Soldiers respond to the call. NATO announced on June 30 that it is establishing a $1 billion innovation fund that will invest in early stage startups and venture capital funds developing “priority” technologies, such as artificial intelligence, big data processing and automation.
Since the start of the war, the UK has launched a new AI strategy, specifically for defense, and the Germans have… earmarked just under half a billion for research and artificial intelligence within a $100 billion cash injection to the military.
“War is a catalyst for change,” said Kenneth Payne, who leads defense studies research at King’s College London and is the author of the book I, Warbot: The Dawn of Artificial Intelligent Conflictâ€
The war in Ukraine has increased the urgency to push more AI tools onto the battlefield.
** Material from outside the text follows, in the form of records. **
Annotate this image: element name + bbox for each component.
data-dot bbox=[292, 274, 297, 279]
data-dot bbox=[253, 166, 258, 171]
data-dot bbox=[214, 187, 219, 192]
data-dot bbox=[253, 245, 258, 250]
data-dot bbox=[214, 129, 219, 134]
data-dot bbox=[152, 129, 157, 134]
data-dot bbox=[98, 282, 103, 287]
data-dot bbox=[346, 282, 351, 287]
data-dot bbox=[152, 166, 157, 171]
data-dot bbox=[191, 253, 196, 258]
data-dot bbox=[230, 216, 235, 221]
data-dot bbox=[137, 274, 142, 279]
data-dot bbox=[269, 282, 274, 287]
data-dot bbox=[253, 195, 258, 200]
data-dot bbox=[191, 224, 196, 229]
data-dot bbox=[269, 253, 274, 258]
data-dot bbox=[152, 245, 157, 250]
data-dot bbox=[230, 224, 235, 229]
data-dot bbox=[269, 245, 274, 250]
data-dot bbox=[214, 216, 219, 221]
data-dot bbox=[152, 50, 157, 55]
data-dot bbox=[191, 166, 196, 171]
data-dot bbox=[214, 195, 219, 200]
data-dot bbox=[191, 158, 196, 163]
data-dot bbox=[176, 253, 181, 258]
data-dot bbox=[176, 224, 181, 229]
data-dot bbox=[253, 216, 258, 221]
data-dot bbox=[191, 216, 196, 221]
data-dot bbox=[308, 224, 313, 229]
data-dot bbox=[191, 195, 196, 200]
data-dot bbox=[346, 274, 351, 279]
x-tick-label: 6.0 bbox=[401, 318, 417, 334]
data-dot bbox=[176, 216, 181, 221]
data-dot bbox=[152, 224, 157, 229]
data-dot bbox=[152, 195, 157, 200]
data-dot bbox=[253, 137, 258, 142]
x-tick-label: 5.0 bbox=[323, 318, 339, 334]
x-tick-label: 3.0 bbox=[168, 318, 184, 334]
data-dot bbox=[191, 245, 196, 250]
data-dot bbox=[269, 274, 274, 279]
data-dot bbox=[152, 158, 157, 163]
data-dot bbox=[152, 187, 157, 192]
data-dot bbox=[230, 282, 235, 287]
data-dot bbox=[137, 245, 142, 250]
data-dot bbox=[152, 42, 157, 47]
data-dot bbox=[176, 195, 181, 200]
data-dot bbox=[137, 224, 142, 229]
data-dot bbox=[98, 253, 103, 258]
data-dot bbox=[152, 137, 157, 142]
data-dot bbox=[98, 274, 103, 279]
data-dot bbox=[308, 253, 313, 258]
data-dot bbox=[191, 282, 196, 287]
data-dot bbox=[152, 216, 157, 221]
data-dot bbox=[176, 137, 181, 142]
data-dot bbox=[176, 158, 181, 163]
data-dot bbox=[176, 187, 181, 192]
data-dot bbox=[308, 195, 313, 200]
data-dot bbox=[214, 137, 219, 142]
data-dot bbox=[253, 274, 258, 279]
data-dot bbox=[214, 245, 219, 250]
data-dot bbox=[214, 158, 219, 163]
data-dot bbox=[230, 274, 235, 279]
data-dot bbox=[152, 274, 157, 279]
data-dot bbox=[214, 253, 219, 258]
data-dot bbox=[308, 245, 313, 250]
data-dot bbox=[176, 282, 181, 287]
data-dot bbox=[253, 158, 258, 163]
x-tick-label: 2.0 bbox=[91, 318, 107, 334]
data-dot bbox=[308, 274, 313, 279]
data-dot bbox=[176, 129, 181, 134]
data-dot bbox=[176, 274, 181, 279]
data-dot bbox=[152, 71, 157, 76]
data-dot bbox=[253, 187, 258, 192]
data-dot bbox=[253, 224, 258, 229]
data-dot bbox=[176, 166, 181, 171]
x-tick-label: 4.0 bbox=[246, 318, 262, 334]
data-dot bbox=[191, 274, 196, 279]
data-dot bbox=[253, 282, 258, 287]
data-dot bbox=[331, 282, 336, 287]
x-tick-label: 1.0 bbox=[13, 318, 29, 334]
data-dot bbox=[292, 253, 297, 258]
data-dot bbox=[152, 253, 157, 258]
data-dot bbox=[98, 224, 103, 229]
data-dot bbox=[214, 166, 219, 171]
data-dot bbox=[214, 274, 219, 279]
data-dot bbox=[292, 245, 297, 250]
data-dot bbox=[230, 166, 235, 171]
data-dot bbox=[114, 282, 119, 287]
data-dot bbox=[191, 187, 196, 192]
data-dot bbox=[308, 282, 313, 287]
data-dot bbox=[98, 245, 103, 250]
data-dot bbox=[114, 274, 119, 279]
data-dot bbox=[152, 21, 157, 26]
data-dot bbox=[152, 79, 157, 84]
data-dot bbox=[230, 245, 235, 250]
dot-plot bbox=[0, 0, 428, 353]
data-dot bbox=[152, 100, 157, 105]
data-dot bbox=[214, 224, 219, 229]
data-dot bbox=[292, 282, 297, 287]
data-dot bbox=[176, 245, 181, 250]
Those with the most to gain are startups like Palantir, which hope to make money as soldiers race to update their arsenals with the latest technologies. But the long-standing ethical concerns about the use of AI in warfare have become more urgent as the technology becomes more sophisticated, while the prospect of restrictions and regulations on its use seems as distant as ever.
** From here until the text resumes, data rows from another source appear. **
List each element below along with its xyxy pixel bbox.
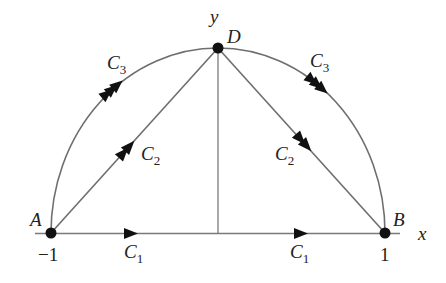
label-a: A bbox=[28, 209, 42, 230]
curve-c2-segment-ad bbox=[51, 48, 218, 233]
label-x-axis: x bbox=[417, 223, 427, 244]
point-b bbox=[380, 228, 391, 239]
c1-arrow-right bbox=[294, 228, 308, 239]
label-c1-right: C1 bbox=[290, 241, 309, 266]
arrowhead-icon bbox=[124, 228, 138, 239]
c1-arrow-left bbox=[124, 228, 138, 239]
point-d bbox=[213, 43, 224, 54]
label-c2-left: C2 bbox=[141, 143, 160, 168]
label-c3-left: C3 bbox=[107, 52, 126, 77]
label-b: B bbox=[393, 209, 405, 230]
tick-one: 1 bbox=[380, 244, 390, 265]
label-c2-right: C2 bbox=[275, 143, 294, 168]
label-d: D bbox=[226, 26, 241, 47]
label-c1-left: C1 bbox=[124, 241, 143, 266]
arrowhead-icon bbox=[294, 228, 308, 239]
label-y-axis: y bbox=[208, 6, 219, 27]
c3-arrow-left bbox=[98, 76, 126, 102]
tick-minus-one: −1 bbox=[38, 244, 58, 265]
point-a bbox=[46, 228, 57, 239]
contour-diagram: A B D y x −1 1 C3 C3 C2 C2 C1 C1 bbox=[0, 0, 446, 283]
label-c3-right: C3 bbox=[310, 50, 329, 75]
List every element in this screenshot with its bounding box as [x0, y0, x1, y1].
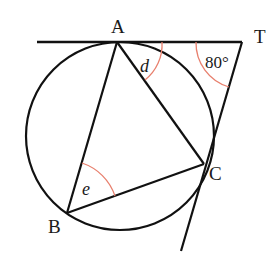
label-point-B: B — [48, 216, 61, 237]
label-point-C: C — [209, 163, 222, 184]
chord-AC — [117, 42, 204, 164]
label-point-A: A — [111, 16, 125, 37]
geometry-figure: A T B C d 80° e — [0, 0, 279, 264]
diagram-canvas: A T B C d 80° e — [0, 0, 279, 264]
label-angle-e: e — [82, 179, 90, 199]
chord-AB — [67, 42, 117, 213]
label-angle-80: 80° — [205, 53, 229, 72]
label-point-T: T — [254, 26, 266, 47]
circle — [26, 42, 214, 230]
label-angle-d: d — [140, 56, 150, 76]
The relationship between technology and the military has not always been so friendly. In 2018, after protests and outcry from workers, Google pulled out of the Pentagon’s Project Maven, an effort to build image recognition systems to improve drone strikes. The episode sparked a heated debate about human rights and the morality of developing AI for autonomous weapons.
It also led leading AI researchers such as Yoshua Bengio, a Turing Prize winner, and Demis Hassabis, Shane Legg and Mustafa Suleyman, the founders of leading AI lab DeepMind, to promise not to work on deadly AI.
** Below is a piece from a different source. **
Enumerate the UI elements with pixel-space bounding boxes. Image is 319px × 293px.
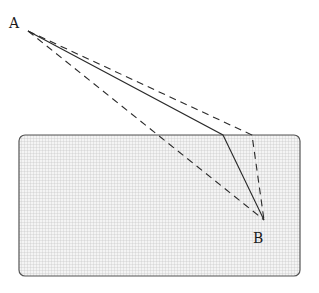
point-a-label: A (8, 15, 20, 31)
diagram-canvas: A B (0, 0, 319, 293)
medium-region (19, 135, 300, 276)
point-b-label: B (253, 230, 263, 246)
But four years later, Silicon Valley is closer to the armed forces of the world than ever. And it’s not just big companies either — startups are finally getting a peek, says Yll Bajraktari, who was previously executive director of the U.S. National Security Commission on AI (NSCAI) and now works for the Special Competitive Studies Project, a group lobbying for more adoption of AI in the US.
Why AI
Companies selling military AI make elaborate claims about what their technology can do. They say it can help with everything from the mundane to the deadly, from screening resumes to processing data from satellites or recognizing patterns in data to help soldiers make faster decisions on the battlefield. Image recognition software can help identify targets. Autonomous drones can be used for surveillance or attacks on land, air or water, or to help soldiers deliver supplies more safely than is possible over land.